Kenneth Roth - Criticism

Criticism

See also: Criticism of Human Rights Watch

Under Roth's leadership, Human Rights Watch has been criticized for perceived biases.

Venezuela

On December 17, 2009 118 scholars from Argentina, Australia, Brazil, México, the UK, the US, Venezuela and other countries publicly criticized HRW published an open letter to the HRW Board of Directors in response to an HRW report, A Decade Under Chávez: Political Intolerance and Lost Opportunities for Advancing Human Rights in Venezuela. The report was criticized for bias against the government of Venezuela and its President, Hugo Chavez, stating that it "does not meet even the most minimal standards of scholarship, impartiality, accuracy, or credibility." One of the letter's authors, Hugh O'Shaughnessy, accused HRW of using false and misleading information, and said the HRW report was "put together with the sort of know-nothing Washington bias..." Kenneth Roth responded, stating that the letter misrepresented "both the substance and the source material of the report.".

In late 2012 Roth was criticized for stating that Venezuela, Bolivia, and Ecuador, all members of South America's Bolivarian Alliance for the Americas (ALBA), were the "most abusive" states in South America, despite the dire situation in Colombia, where over 250,000 people have been killed by right wing death squads.

Rwanda

Fred Oluoch-Ojiwah, of Rwanda’s New Times newspaper, questions Roth’s impartiality and equates his criticism of Rwanda’s human rights record to a “love affair” with the “genocidaires” that carried out the Rwandan Genocide of 1994.

“As a western human rights personality …will always fail to understand the intricacies and complexities surrounding the 1994 Genocide against Tutsi. Wrapping it up simplistically the way he has done will only serve to undo the gains already registered in driving the very delicate process of bringing forth a new dispensation in Rwanda and by extension the African Great Lakes region,” Oluoch-Ojiwah wrote.

Israel and Palestine

Kenneth Roth has been criticized by the Jerusalem-based NGO Monitor for allegedly being biased against Israel. Gerald M. Steinberg has been a long-time critic of Roth's role as head of Human Rights Watch from 1993. Writing in a 2004 Jerusalem Post article in response to Roth's op-ed in which Roth accused NGO Monitor of disregarding basic facts, "fictitious allegations of bias" and a "fantasy-based discourse" which "does a deep disservice to Israel",

In August 2006, during the war between Hezbollah and Israel, Roth rejected criticism of HRW’s allegations against Israel, writing in a letter to the editor of the The New York Sun: "An eye for an eye — or, more accurately in this case, twenty eyes for an eye — may have been the morality of some more primitive moment. But it is not the morality of international humanitarian law which Mr. Bell pretends to apply." In response, the head of the Anti-Defamation League (ADL) referred to Roth’s rhetoric as a reflection of "classic anti-Semitic stereotype about Jews".

In reaction to Richard Goldstone's recantation of the United Nations Fact Finding Mission on the Gaza Conflict report, HRW Founder Robert Bernstein said to the Jerusalem Post in April 2011, referring to Roth, that it "is time for him to follow Judge Goldstone’s example and issue his own mea culpa.”

Ethiopia

The Ethiopian Human Rights Commission (EHRC) has taken issue with the credibility of Roth’s accusations that Ethiopia’s government is corrupt and uses international aid funding for “repressive purposes.” The EHRC accused Roth of impartiality caused by a desire to “appease…wealthy financiers.” It cited his evaluation of the Democratic Institution Program (DIP) as “superficial” and claimed that his allegations of corruption were based on “poor methodology.” EHRC also called Roth’s recommendations a “contradiction” that called “for the promotion of human rights at the expense of human rights programs and their implementers.”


Look through the listing below and give the number of lines that hold "screenshot". Say nothing more.

________________

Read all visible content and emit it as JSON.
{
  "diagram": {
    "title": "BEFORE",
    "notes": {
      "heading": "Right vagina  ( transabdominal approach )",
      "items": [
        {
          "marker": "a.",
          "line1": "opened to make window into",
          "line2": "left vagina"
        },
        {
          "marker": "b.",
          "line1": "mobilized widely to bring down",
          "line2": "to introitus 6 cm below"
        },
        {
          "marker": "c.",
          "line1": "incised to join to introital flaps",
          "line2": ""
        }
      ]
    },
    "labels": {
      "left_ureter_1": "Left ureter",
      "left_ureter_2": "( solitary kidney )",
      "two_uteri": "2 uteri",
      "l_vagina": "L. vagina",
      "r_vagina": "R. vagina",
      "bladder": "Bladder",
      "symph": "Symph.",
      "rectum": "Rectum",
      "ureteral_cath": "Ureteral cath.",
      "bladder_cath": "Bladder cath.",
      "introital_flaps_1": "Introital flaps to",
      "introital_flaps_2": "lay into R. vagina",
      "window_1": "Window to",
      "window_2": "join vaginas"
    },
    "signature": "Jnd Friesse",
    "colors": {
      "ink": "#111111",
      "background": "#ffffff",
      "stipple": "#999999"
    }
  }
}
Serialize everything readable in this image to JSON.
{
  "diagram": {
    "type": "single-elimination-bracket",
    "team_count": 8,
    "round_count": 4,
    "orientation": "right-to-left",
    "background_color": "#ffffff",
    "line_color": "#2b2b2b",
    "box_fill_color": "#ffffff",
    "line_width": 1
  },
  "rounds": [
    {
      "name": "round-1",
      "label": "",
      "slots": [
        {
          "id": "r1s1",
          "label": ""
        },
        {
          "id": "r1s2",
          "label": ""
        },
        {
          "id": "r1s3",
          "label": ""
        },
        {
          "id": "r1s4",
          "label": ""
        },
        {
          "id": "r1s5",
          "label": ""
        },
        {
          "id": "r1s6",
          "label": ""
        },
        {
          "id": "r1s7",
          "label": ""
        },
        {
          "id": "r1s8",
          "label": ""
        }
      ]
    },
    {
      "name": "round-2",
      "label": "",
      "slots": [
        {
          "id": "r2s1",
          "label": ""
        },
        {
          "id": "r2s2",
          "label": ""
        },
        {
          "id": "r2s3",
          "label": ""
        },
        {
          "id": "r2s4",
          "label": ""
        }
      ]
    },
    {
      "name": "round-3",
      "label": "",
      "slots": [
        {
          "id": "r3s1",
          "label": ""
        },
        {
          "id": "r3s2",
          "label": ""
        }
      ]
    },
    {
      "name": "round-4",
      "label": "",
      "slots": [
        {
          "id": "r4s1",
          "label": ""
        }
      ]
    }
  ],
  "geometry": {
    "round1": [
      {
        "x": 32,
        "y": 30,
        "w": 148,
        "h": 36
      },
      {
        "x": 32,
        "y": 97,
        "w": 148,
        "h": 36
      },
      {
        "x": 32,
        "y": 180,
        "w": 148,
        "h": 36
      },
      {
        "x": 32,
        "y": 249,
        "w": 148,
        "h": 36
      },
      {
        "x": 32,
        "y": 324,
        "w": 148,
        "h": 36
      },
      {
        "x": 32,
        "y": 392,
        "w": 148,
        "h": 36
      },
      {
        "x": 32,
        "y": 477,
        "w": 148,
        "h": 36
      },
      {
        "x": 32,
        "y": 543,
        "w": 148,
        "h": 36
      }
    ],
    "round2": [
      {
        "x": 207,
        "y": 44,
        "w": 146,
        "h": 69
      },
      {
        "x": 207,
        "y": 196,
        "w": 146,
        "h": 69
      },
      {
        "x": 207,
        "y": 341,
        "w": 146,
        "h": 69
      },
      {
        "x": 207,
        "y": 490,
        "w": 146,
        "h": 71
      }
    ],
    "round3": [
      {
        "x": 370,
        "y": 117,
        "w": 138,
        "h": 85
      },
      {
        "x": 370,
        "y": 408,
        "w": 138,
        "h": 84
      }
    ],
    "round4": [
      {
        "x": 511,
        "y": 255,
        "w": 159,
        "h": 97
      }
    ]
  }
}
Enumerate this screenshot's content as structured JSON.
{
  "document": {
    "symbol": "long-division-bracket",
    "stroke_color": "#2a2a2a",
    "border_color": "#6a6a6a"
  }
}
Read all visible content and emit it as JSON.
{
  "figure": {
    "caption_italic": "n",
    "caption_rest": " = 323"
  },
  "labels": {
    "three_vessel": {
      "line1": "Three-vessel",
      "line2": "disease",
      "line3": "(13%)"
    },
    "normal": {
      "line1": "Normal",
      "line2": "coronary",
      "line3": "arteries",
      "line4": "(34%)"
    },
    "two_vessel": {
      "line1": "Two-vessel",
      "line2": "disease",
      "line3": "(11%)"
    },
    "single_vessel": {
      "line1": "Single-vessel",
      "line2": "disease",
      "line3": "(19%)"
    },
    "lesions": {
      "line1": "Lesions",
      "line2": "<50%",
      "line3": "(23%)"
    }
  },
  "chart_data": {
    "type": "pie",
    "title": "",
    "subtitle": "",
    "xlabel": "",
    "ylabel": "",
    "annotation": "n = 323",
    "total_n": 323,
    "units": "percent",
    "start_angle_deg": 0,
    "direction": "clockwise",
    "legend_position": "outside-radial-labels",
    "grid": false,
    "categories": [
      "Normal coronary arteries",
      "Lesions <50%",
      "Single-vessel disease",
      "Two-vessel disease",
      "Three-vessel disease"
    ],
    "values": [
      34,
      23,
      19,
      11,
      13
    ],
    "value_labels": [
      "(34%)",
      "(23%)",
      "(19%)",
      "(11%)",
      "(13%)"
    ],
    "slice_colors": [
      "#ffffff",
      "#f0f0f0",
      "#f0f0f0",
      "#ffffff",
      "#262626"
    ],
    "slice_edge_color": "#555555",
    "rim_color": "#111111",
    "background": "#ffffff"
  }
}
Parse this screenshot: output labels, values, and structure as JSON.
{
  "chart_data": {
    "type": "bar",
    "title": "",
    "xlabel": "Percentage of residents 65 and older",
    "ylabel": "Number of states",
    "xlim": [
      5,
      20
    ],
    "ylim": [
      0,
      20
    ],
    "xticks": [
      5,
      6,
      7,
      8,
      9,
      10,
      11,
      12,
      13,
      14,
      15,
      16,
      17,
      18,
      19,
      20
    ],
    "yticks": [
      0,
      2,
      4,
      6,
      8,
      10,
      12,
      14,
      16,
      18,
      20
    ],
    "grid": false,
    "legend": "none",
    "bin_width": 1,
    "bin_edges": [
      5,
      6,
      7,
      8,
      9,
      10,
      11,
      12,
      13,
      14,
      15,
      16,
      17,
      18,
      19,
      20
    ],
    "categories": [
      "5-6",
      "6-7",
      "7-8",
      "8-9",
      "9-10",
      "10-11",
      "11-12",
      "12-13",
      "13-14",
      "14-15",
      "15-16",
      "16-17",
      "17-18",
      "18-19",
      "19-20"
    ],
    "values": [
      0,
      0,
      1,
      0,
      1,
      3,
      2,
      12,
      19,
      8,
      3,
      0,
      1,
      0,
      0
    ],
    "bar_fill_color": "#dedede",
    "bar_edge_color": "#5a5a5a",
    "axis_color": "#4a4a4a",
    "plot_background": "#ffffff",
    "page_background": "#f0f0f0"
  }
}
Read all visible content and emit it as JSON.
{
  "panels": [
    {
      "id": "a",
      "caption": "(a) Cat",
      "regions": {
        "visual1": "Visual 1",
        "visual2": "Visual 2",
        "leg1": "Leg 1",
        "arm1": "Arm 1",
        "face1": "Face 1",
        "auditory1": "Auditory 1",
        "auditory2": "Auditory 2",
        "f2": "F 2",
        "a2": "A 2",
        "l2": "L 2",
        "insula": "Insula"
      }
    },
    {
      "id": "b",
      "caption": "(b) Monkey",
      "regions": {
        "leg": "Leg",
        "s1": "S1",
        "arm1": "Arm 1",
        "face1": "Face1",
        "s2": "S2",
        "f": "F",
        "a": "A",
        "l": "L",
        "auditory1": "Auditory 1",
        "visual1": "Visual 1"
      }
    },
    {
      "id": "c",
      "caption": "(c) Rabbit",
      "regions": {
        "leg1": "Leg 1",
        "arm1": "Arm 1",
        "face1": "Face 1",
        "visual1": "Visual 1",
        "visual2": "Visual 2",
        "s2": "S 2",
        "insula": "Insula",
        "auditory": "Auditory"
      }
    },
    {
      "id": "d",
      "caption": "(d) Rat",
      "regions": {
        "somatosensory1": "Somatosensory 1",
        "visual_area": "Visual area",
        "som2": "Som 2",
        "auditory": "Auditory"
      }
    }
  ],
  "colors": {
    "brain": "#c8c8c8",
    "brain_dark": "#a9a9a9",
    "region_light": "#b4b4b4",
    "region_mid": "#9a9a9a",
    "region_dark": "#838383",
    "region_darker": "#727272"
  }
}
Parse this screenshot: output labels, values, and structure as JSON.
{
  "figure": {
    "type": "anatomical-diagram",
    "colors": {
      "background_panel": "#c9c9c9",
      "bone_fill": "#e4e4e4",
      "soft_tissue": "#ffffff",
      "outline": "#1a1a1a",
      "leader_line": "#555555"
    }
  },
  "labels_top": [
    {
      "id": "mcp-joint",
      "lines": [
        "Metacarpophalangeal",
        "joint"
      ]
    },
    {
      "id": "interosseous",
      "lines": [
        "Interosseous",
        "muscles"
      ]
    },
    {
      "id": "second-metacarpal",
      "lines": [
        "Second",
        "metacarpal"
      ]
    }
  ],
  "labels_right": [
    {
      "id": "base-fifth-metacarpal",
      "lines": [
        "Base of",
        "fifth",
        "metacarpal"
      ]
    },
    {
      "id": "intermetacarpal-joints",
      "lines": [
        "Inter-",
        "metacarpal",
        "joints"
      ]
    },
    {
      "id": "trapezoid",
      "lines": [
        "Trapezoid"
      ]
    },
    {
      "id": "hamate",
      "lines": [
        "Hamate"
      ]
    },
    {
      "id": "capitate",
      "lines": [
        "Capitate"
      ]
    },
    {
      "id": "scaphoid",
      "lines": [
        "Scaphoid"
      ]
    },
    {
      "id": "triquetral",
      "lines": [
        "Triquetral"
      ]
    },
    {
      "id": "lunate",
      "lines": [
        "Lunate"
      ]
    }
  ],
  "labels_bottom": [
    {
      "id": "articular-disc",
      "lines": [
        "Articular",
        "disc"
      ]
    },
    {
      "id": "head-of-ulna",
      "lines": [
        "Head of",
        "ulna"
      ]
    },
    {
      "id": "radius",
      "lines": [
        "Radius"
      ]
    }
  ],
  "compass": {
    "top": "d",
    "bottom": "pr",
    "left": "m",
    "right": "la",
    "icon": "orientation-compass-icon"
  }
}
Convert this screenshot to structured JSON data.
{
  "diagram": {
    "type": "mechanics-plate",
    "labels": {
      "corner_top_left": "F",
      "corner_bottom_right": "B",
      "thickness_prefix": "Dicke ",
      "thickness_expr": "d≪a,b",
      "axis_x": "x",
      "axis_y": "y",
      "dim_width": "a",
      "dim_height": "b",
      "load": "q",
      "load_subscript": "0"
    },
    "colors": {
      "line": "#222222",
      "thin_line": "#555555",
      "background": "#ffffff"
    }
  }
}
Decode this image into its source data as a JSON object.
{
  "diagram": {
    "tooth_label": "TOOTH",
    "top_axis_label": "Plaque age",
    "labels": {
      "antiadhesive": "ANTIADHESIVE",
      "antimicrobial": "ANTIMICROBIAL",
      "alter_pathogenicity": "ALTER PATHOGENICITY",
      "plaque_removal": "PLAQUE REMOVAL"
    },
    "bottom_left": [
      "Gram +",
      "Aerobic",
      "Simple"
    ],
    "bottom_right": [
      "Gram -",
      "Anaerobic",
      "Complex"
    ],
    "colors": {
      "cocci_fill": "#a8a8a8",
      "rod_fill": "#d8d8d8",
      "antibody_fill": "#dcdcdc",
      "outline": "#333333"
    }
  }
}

________________

» **Answer space**: 4